For a detailed comparison, see our investment platform comparison.

Step 4: Initiate the Transfer

The process is straightforward:

  1. Open an account with your chosen provider (if you do not already have one)
  2. Start the transfer online — most providers have a dedicated transfer tool
  3. Provide old pension details — policy numbers, provider names
  4. The new provider contacts the old provider — no action needed from you
  5. Wait for funds to arrive — typically 2–8 weeks
  6. Invest the transferred funds — choose your investment strategy

During the Transfer

Your pension is typically in cash during the transfer — you are not invested.
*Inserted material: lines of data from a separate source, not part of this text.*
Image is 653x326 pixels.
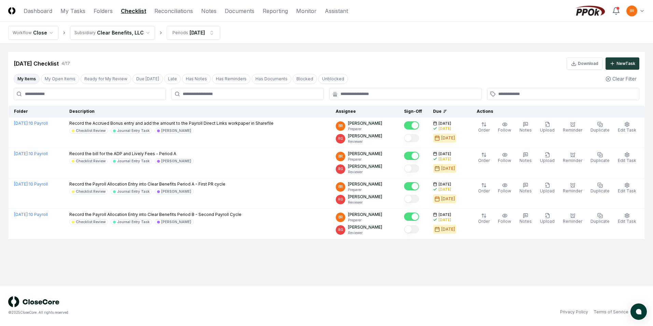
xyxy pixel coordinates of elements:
span: Follow [498,188,511,193]
div: Journal Entry Task [117,158,150,164]
span: Follow [498,158,511,163]
button: My Items [14,74,40,84]
a: [DATE]:10 Payroll [14,120,48,126]
span: Notes [519,188,531,193]
button: Order [477,151,491,165]
p: [PERSON_NAME] [348,194,382,200]
a: Monitor [296,7,316,15]
p: [PERSON_NAME] [348,163,382,169]
button: Mark complete [404,212,419,221]
div: New Task [616,60,635,67]
a: Folders [94,7,113,15]
span: Duplicate [590,188,609,193]
a: Notes [201,7,216,15]
span: [DATE] [438,121,451,126]
button: Download [566,57,602,70]
span: BR [338,123,343,128]
span: Duplicate [590,218,609,224]
button: My Open Items [41,74,79,84]
button: Mark complete [404,121,419,129]
span: Upload [540,188,554,193]
a: Privacy Policy [560,309,588,315]
p: Record the Accrued Bonus entry and add the amount to the Payroll Direct Links workpaper in Sharefile [69,120,273,126]
button: Duplicate [589,120,611,134]
button: Order [477,211,491,226]
span: Edit Task [617,158,636,163]
div: [PERSON_NAME] [161,189,191,194]
span: BR [338,214,343,219]
div: [DATE] [441,165,455,171]
span: Reminder [563,158,582,163]
div: Workflow [13,30,32,36]
p: Record the Payroll Allocation Entry into Clear Benefits Period B - Second Payroll Cycle [69,211,241,217]
span: Edit Task [617,218,636,224]
button: Notes [518,211,533,226]
a: Reporting [262,7,288,15]
div: [DATE] [441,226,455,232]
button: Upload [538,120,556,134]
a: Checklist [121,7,146,15]
button: Edit Task [616,181,637,195]
button: Follow [496,181,512,195]
span: BR [338,154,343,159]
button: Edit Task [616,211,637,226]
button: Order [477,181,491,195]
span: [DATE] [438,182,451,187]
button: atlas-launcher [630,303,647,320]
p: Reviewer [348,169,382,174]
p: [PERSON_NAME] [348,211,382,217]
a: [DATE]:10 Payroll [14,212,48,217]
p: Reviewer [348,230,382,235]
th: Folder [9,105,64,117]
p: [PERSON_NAME] [348,120,382,126]
div: Checklist Review [76,189,105,194]
span: Follow [498,218,511,224]
button: Ready for My Review [81,74,131,84]
a: Documents [225,7,254,15]
span: Order [478,188,489,193]
span: Duplicate [590,158,609,163]
p: [PERSON_NAME] [348,133,382,139]
div: [PERSON_NAME] [161,158,191,164]
p: Preparer [348,157,382,162]
button: Clear Filter [602,72,639,85]
p: Preparer [348,217,382,223]
button: Follow [496,120,512,134]
div: Subsidiary [74,30,96,36]
span: [DATE] [438,212,451,217]
p: Preparer [348,126,382,131]
span: Order [478,127,489,132]
span: [DATE] [438,151,451,156]
button: Upload [538,181,556,195]
button: NewTask [605,57,639,70]
button: BR [625,5,638,17]
span: Edit Task [617,188,636,193]
button: Mark complete [404,225,419,233]
button: Order [477,120,491,134]
div: 4 / 17 [61,60,70,67]
span: [DATE] : [14,151,29,156]
button: Upload [538,151,556,165]
span: Order [478,218,489,224]
button: Mark complete [404,152,419,160]
img: logo [8,296,59,307]
p: [PERSON_NAME] [348,181,382,187]
span: Edit Task [617,127,636,132]
button: Has Documents [252,74,291,84]
a: My Tasks [60,7,85,15]
span: Reminder [563,188,582,193]
button: Notes [518,151,533,165]
button: Reminder [561,181,583,195]
a: Dashboard [24,7,52,15]
span: RG [338,166,343,171]
a: [DATE]:10 Payroll [14,151,48,156]
span: Upload [540,127,554,132]
button: Notes [518,120,533,134]
img: PPOk logo [573,5,606,16]
span: Notes [519,127,531,132]
button: Periods[DATE] [167,26,220,40]
button: Mark complete [404,195,419,203]
button: Edit Task [616,120,637,134]
p: Record the bill for the ADP and Lively Fees - Period A [69,151,194,157]
div: [DATE] [438,187,451,192]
To minimise this:

  • Transfer during calm market conditions when possible
  • For large pots, consider transferring in stages
  • Have your investment choices ready so you can invest as soon as funds arrive

Step 5: Invest and Manage

Once consolidated, choose an appropriate investment strategy:

By Age

Age Range Suggested Allocation
Under 40 80-100% equities (global index funds)
40-50 70-90% equities, 10-30% bonds
50-60 60-80% equities, 20-40% bonds
60+ 40-70% equities, 30-60% bonds/cash

These are guidelines — your specific situation, risk tolerance, and other assets matter.

Key Principles

  • Diversify globally — don’t concentrate in a single market
  • Keep costs low — every 0.1% saved in fees compounds over decades
  • Rebalance annually — bring allocations back to target
  • Review your pension at least once a year
  • Increase contributions when you can — read our pension contributions guide

Common Questions

Can I Consolidate Into My Current Workplace Pension?

Yes, if your scheme accepts transfers in. This can be the simplest option if fees are competitive. However, you will be limited to the scheme’s investment choices.

Should I Keep a Separate SIPP?

Many people keep their current workplace pension (for employer contributions) alongside a SIPP (for old pensions and extra contributions). This gives you the best of both worlds — employer matching plus full investment control on past savings.

What About Defined Benefit Pensions?

DB (final salary) pensions should almost never be transferred without independent financial advice. The guaranteed income is typically more valuable than the transfer value offered. See our pension transfers guide for details.